Quotes about Nature
It was not the thorn bending to the honeysuckles, but the honeysuckles embracing the thorn … who can be ill-natured and bad-tempered when they encounter neither opposition nor indifference?
— Emily Bronte
My love for Linton is like the foliage in the woods: time will change it, I'm well aware, as winter changes the trees. My love for Heathcliff resembles the eternal rocks beneath: a source of little visible delight, but necessary. Nelly, I am Heathcliff! He's always, always in my mind: not as a pleasure, any more than I am always a pleasure to myself, but as my own being.
— Emily Bronte
I wish I were out of doors! I wish I were a girl again, half savage and hardy, and free; and laughing at injuries, not maddening under them! Why am I so changed? why does my blood rush into a hell of tumult at a few words? I'm sure I should be myself were I once among the heather on those hills.
— Emily Bronte
Every leaf speaks bliss to me, fluttering from the autumn tree.
— Emily Bronte
It has been ordained that there be summer and winter, abundance and dearth, virtue and vice, and all such opposites for the harmony of the whole, and (Zeus) has given each of us a body, property, and companions.
— Epictetus
Conduct yourself in all matters, grand and public or small and domestic, in accordance with the laws of nature. Harmonizing your will with nature should be your utmost ideal.
— Epictetus
secondly, what the nature of God is. Whatever that nature is discovered to be, the man who would please and obey Him must strive with all his might to be made like unto him. If the Divine is faithful, he also must be faithful; if free, he also must be free; if beneficent, he also must be beneficent; if magnanimous, he also must be magnanimous. Thus as an imitator of God must he follow Him in every deed and word.
— Epictetus
To pay homage to beauty is to admire Nature; to admire Nature is to worship God.
— Epictetus
This World is one great City, and one if the substance whereof it is fashioned: a certain period indeed there needs must be, while these give place to those; some must perish for others to succeed; some move and some abide: yet all is full of friends--first God, then Men, whom Nature hath bound by ties of kindred each to each.
— Epictetus
Look at the matter in this way. Since we can see that a dog is fitted by nature to do one thing, and a horse to do another, and a nightingale, if you like, to do yet another, it wouldn't be absurd for one to declare overall that each of them is beautiful precisely in so far as it best fulfils its own nature; and since each is different in nature, it would seem to me that each of them is beautiful in a different way. Isn't that so? The student agreed.
— Epictetus
Human beings are naturally hierarchical beasts. Democracy is not their native religion.
— Erica Jong
November and the sun grows sparse in the sky.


Your answer should be the lines of the material that include the word "Calcite".

Start of Source data

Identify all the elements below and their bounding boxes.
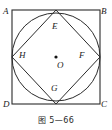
center-label-o: O: [57, 61, 64, 70]
vertex-label-h: H: [19, 51, 26, 60]
vertex-label-d: D: [3, 100, 10, 109]
figure-caption: 图 5—66: [0, 116, 112, 126]
geometry-figure: A B C D E F G H O 图 5—66: [0, 0, 112, 130]
vertex-label-b: B: [101, 7, 107, 16]
vertex-label-c: C: [101, 100, 107, 109]
geometry-diagram: [0, 0, 112, 130]
center-point-dot: [54, 55, 57, 58]
vertex-label-a: A: [3, 7, 9, 16]
vertex-label-e: E: [52, 22, 58, 31]
vertex-label-g: G: [51, 84, 58, 93]
vertex-label-f: F: [79, 51, 85, 60]
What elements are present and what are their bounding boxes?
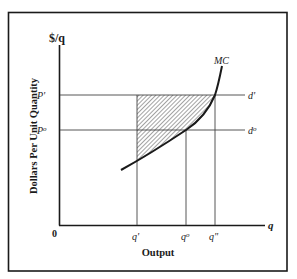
quantity-label-q-double: q": [209, 231, 219, 242]
quantity-label-q-prime: q': [132, 231, 140, 242]
origin-label: 0: [52, 228, 57, 239]
demand-label-d-prime: d': [248, 90, 256, 101]
price-label-p-prime: P': [36, 90, 46, 101]
x-axis-title: Output: [142, 247, 175, 258]
x-axis-unit-label: q: [268, 219, 274, 231]
demand-label-d-zero: do: [248, 125, 257, 136]
price-label-p-zero: Po: [36, 125, 47, 136]
diagram-canvas: $/q Dollars Per Unit Quantity P' Po d' d…: [0, 0, 297, 279]
quantity-label-q-zero: qo: [181, 231, 190, 242]
mc-curve-label: MC: [213, 55, 229, 66]
y-axis-unit-label: $/q: [49, 31, 65, 45]
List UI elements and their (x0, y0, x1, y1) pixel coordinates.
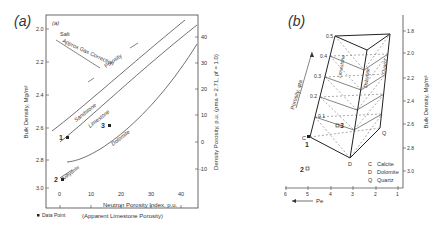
inner-label-a: (a) (52, 20, 59, 26)
x-tick-label: 20 (118, 191, 124, 197)
pe-label: Pe (316, 198, 324, 204)
y-right-tick-label: 20 (201, 86, 207, 92)
legend-marker (37, 214, 40, 217)
chart-b: 1.8 2.0 2.2 2.4 2.6 2.8 3.0 Bulk Density… (284, 15, 429, 204)
panel-label-a: (a) (14, 13, 31, 29)
y-right-tick-label: 2.0 (407, 50, 414, 56)
y-tick-label: 2.8 (36, 157, 44, 163)
prism-grid-solid (315, 54, 388, 130)
y-tick-label: 3.0 (36, 185, 44, 191)
x-tick-label: 1 (396, 191, 399, 197)
corner-label-dolomite: D (348, 161, 352, 167)
y-right-tick-label: 0 (201, 139, 204, 145)
x-tick-label: 6 (284, 191, 287, 197)
x-axis-title-a: Neutron Porosity Index, p.u. (103, 202, 178, 208)
legend-key: D (368, 169, 372, 175)
x-tick-label: 4 (329, 191, 332, 197)
sandstone-curve (52, 20, 185, 131)
y-tick-label: 2.6 (36, 125, 44, 131)
y-right-tick-label: 40 (201, 34, 207, 40)
y-axis-left-a: 2.0 2.2 2.4 2.6 2.8 3.0 (36, 26, 49, 191)
corner-label-quartz: Q (382, 130, 387, 136)
pe-arrow-head-icon (292, 199, 296, 203)
data-point-label: 1 (305, 141, 309, 148)
y-right-tick-label: 2.4 (407, 98, 414, 104)
y-tick-label: 2.0 (36, 26, 44, 32)
porosity-tick-label: 0.2 (310, 93, 317, 99)
y-right-axis-title-a: Density Porosity, p.u. (ρma = 2.71, ρf =… (213, 54, 219, 170)
legend-key: Q (368, 177, 373, 183)
y-right-tick-label: 1.8 (407, 28, 414, 34)
porosity-arrow-low (88, 78, 94, 82)
legend-b: C Calcite D Dolomite Q Quartz (368, 161, 399, 183)
data-point-1 (66, 136, 69, 139)
legend-key: C (368, 161, 372, 167)
y-right-axis-title-b: Bulk Density, Mg/m³ (423, 75, 429, 128)
legend-label: Data Point (42, 212, 66, 218)
data-point-label: 3 (101, 122, 105, 129)
y-right-tick-label: 10 (201, 112, 207, 118)
porosity-arrow-high (130, 43, 138, 48)
legend-label: Calcite (377, 161, 394, 167)
y-right-tick-label: 2.8 (407, 145, 414, 151)
x-tick-label: 10 (88, 191, 94, 197)
x-tick-label: 5 (306, 191, 309, 197)
y-right-tick-label: 2.6 (407, 121, 414, 127)
limestone-curve (60, 25, 197, 142)
data-point-3 (108, 124, 111, 127)
y-right-tick-label: 30 (201, 60, 207, 66)
panel-label-b: (b) (288, 13, 305, 29)
y-axis-right-a: 40 30 20 10 0 -10 (195, 34, 207, 172)
data-point-label: 2 (300, 166, 304, 173)
x-tick-label: 0 (58, 191, 61, 197)
porosity-tick-label: 0.3 (314, 73, 321, 79)
quartz-face-label: Quartz (380, 58, 388, 74)
y-right-tick-label: 2.2 (407, 75, 414, 81)
x-tick-label: 40 (178, 191, 184, 197)
dolomite-label: Dolomite (110, 129, 131, 147)
x-tick-label: 3 (351, 191, 354, 197)
x-tick-label: 2 (374, 191, 377, 197)
legend-label: Quartz (377, 177, 394, 183)
chart-a: (a) 2.0 2.2 2.4 2.6 2.8 3.0 Bulk Density… (23, 15, 219, 219)
data-point-1 (307, 135, 310, 138)
x-tick-label: 30 (148, 191, 154, 197)
figure-canvas: (a) (b) (a) 2.0 2.2 2.4 2.6 2.8 3.0 Bulk… (0, 0, 442, 225)
porosity-tick-label: 0.1 (318, 113, 325, 119)
y-tick-label: 2.4 (36, 92, 44, 98)
salt-annotation: Salt (60, 31, 70, 37)
limestone-face-label: Limestone (336, 54, 346, 78)
data-point-2 (61, 178, 64, 181)
y-axis-right-b-ticks: 1.8 2.0 2.2 2.4 2.6 2.8 3.0 (403, 28, 414, 174)
data-point-label: 1 (59, 134, 63, 141)
porosity-tick-label: 0.4 (320, 53, 327, 59)
y-right-tick-label: -10 (199, 166, 207, 172)
data-point-label: 2 (54, 176, 58, 183)
y-axis-title-a: Bulk Density, Mg/m³ (23, 85, 29, 138)
data-point-label: 3 (340, 122, 344, 129)
y-tick-label: 2.2 (36, 59, 44, 65)
porosity-arrow-head-icon (310, 52, 314, 57)
porosity-tick-label: 0.5 (326, 33, 333, 39)
data-point-2 (306, 167, 309, 170)
y-right-tick-label: 3.0 (407, 168, 414, 174)
legend-label: Dolomite (377, 169, 399, 175)
x-axis-subtitle-a: (Apparent Limestone Porosity) (82, 213, 163, 219)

End of Source data

> Response below:
legend-b: C Calcite D Dolomite Q Quartz (368, 161, 399, 183)
legend-label: Calcite (377, 161, 394, 167)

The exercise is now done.